Tobold's Blog
Monday, August 15, 2022
 
Symphony of War: The Nephilim Saga

Fire Emblem, Advance Wars, Tactics Ogre, there is a range of role-playing war games on square grids series that are mostly present on consoles, especially Nintendo consoles. Symphony of War: The Nephilim Saga is out on the PC and offers a very similar experience. The role-playing part is limited to cutscenes and dialogue without choices, and a forgettable story, but you can just skip through that and enjoy the 30 battles plus 4 arenas. In those battles you will control squads of soldiers, but between battles you can manage each soldier individually. Soldiers each have a class, and gain not only xp and levels, but also class mastery points that allow them to develop through a large class tree. You can also apply various items to soldiers, equip squads with various artifacts, and spend your faction xp on a talent tree for your whole army. At the end of the game your army will be very individually styled to your taste.

The combat system in Symphony of War is pretty good. Battles are turn-based, and each squad can move and attack once per turn, or do another action, like healing. Battles between squads are automated. There is a bit of randomness, but results are generally predictable by seeing the threat rating of the two squads involved, and their composition, e.g. spearmen have an advantage against cavalry, rogues can attack from behind and take out the healers in the back, etc. You get some additional rewards for finishing battles within a certain number of turns, but it isn't as extreme as in some other games (e.g. Valkyria Chronicles), where you feel gimped if you don't rush every battle.

Normally the problem with campaign war games in which the survivors of each battle progress and are available for the next battle is the long-term balance: A series of pyrrhic victories can leave you with you best developed troops dead and your raw recruits unable to compete. But in Symphony of War you can play at normal difficulty with permadeath turned off, so your veterans will be available next battle even if they died in the previous one. And the recruits you can hire also go up in level over the course of the game, and you can even hire "rare" mercenaries with quite good stats. I enjoy normal difficulty, because it gives me opportunity to play around with the various options, even if some of them are suboptimal. I don't really enjoy tactical games where you can only play a certain meta build to actually win at hard difficulty. Symphony at War is interesting enough at normal difficulty, but forgiving enough without permadeath to not force me into save scumming.

The 30 battles in the game are all fixed, and even the bonus arena battles are always the same map. However, I do think there is some replayability, because the items and artifacts you find are random, and you might go for different builds on a second run. One negative point for me is that certain game mechanics (charge, ambush) are not well explained in the game, and you need to go and watch a developer video on YouTube to see how they work. Personally I appreciate the pixel art, but the use of the RPGMaker engine certainly has some downsides, and you can't adjust resolution to something prettier.

Symphony of War currently has a 96% "Overwhelmingly Positive" rating on Steam, and costs just $20. Recommended!

Comments:
I liked this game :-) I played Ogre Battle 64 immediately after to get more of that tactical squad gameplay.

The thing about artifacts... you can just keep restoring saves and looking again at the marketplace to get the really good artifacts. I shamefully admit I did that...

In my heart of hearts, I am a robot and I resent the captcha.
 
Oh my, you mention ogre battle 64 - I am downloading this game tonight.

Even have a fancy new iPad Pro that I think I might steam cast to!!!!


TASK:
Within the entries below, find every line that has the string "DATE", then copy it.
--- START ---
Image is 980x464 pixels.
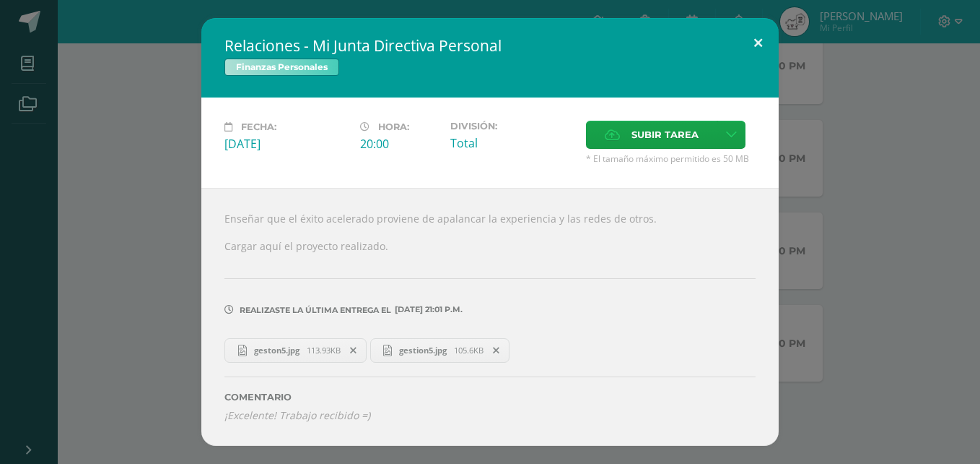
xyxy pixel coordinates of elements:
a: gestion5.jpg 105.6KB [371,338,510,363]
span: [DATE] 21:01 p.m. [391,309,463,310]
span: Hora: [379,121,409,132]
span: 105.6KB [454,345,484,355]
i: ¡Excelente! Trabajo recibido =) [225,408,371,422]
span: * El tamaño máximo permitido es 50 MB [587,153,756,165]
span: Realizaste la última entrega el [240,304,391,315]
label: División: [451,121,575,132]
span: 113.93KB [307,345,341,355]
span: geston5.jpg [247,345,307,355]
span: Subir tarea [632,121,699,148]
a: geston5.jpg 113.93KB [225,338,367,363]
span: Remover entrega [485,342,509,358]
div: Enseñar que el éxito acelerado proviene de apalancar la experiencia y las redes de otros. Cargar ... [201,187,779,445]
label: Comentario [225,392,756,403]
div: [DATE] [225,136,349,152]
div: 20:00 [361,136,439,152]
span: gestion5.jpg [392,345,454,355]
button: Close (Esc) [738,18,779,67]
span: Remover entrega [342,342,366,358]
h2: Relaciones - Mi Junta Directiva Personal [225,36,756,56]
span: Fecha: [241,121,276,132]
div: Total [451,135,575,151]
span: Finanzas Personales [225,58,339,76]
--- END ---
EXERCISE ANSWER:
span: [DATE] 21:01 p.m. [391,309,463,310]
div: [DATE] [225,136,349,152]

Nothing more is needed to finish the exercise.